The USDA grant announced Monday (May 16) will allow the Maine Forest Service to establish a Wood Energy Assistance Team focused on biomass heating and another program, called the "Strengthening and Expanding Maine Wood Markets" project, will create a new job position for someone at the forest service to specialize in forest product markets issues.
"At a time of severe challenges for the pulp and paper industry, we must work across all levels of government to leverage resources and build opportunities for the entire forest products sector," U.S. Senators Susan Collins and Angus King of Maine said in a joint statement announcing the award on Monday.
The funds are part of an $8.5 million allocation from the USDA to expand and accelerate wood-related technologies for commercial construction, power generation, and other wood product innovations.
The grant comes as pricing declined for softwood species used by shuttered mills. Eric Kingsley, a consultant who writes a blog for the pricing information company Forest2Market (Charlotte, N.C.) wrote this month that Madison’s closure added to a reduction of about 2.1 million tons in the demand for softwood pulp in Maine since early 2014.

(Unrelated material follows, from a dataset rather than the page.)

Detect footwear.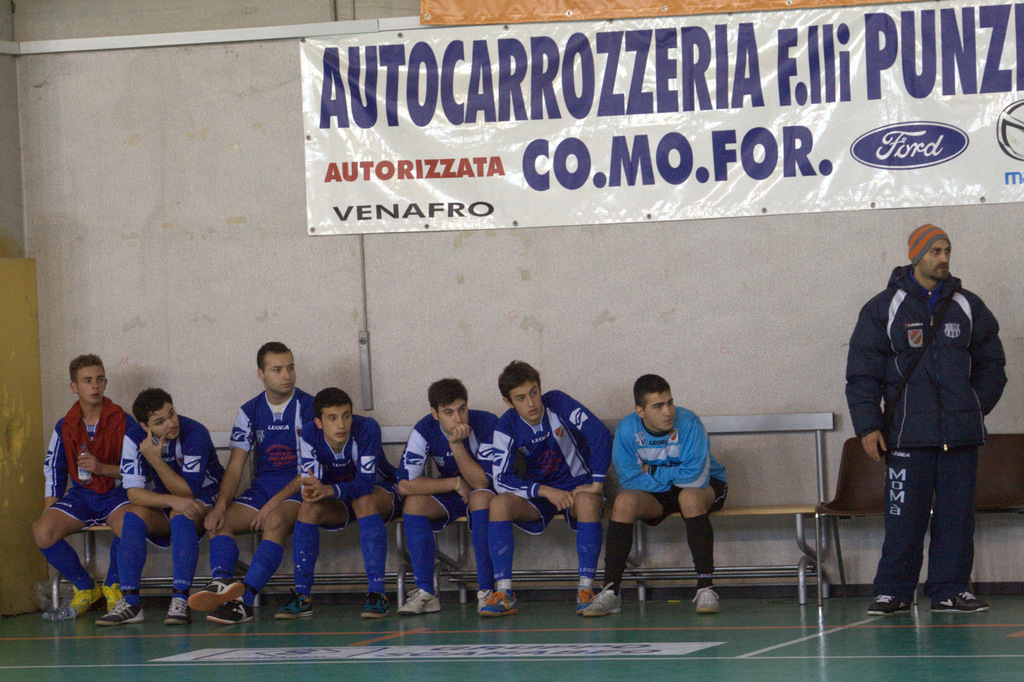
Detected at [x1=67, y1=581, x2=101, y2=615].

"To put this volume in perspective, 2.1 million tons equates to 192 truckloads of wood running 365 days per year — and that only represents the volume lost in the softwood markets," Kingsley wrote.
The drop in price has created some interest in others to find new uses for softwood species, he wrote, including wood pellet and biofuel manufacturing and wood chip exports. With that drop in demand, Kingsley said prices have started to decline through the first quarter of 2016, by about 9% from one year ago, which he wrote has hit landowners in the Penobscot River Valley.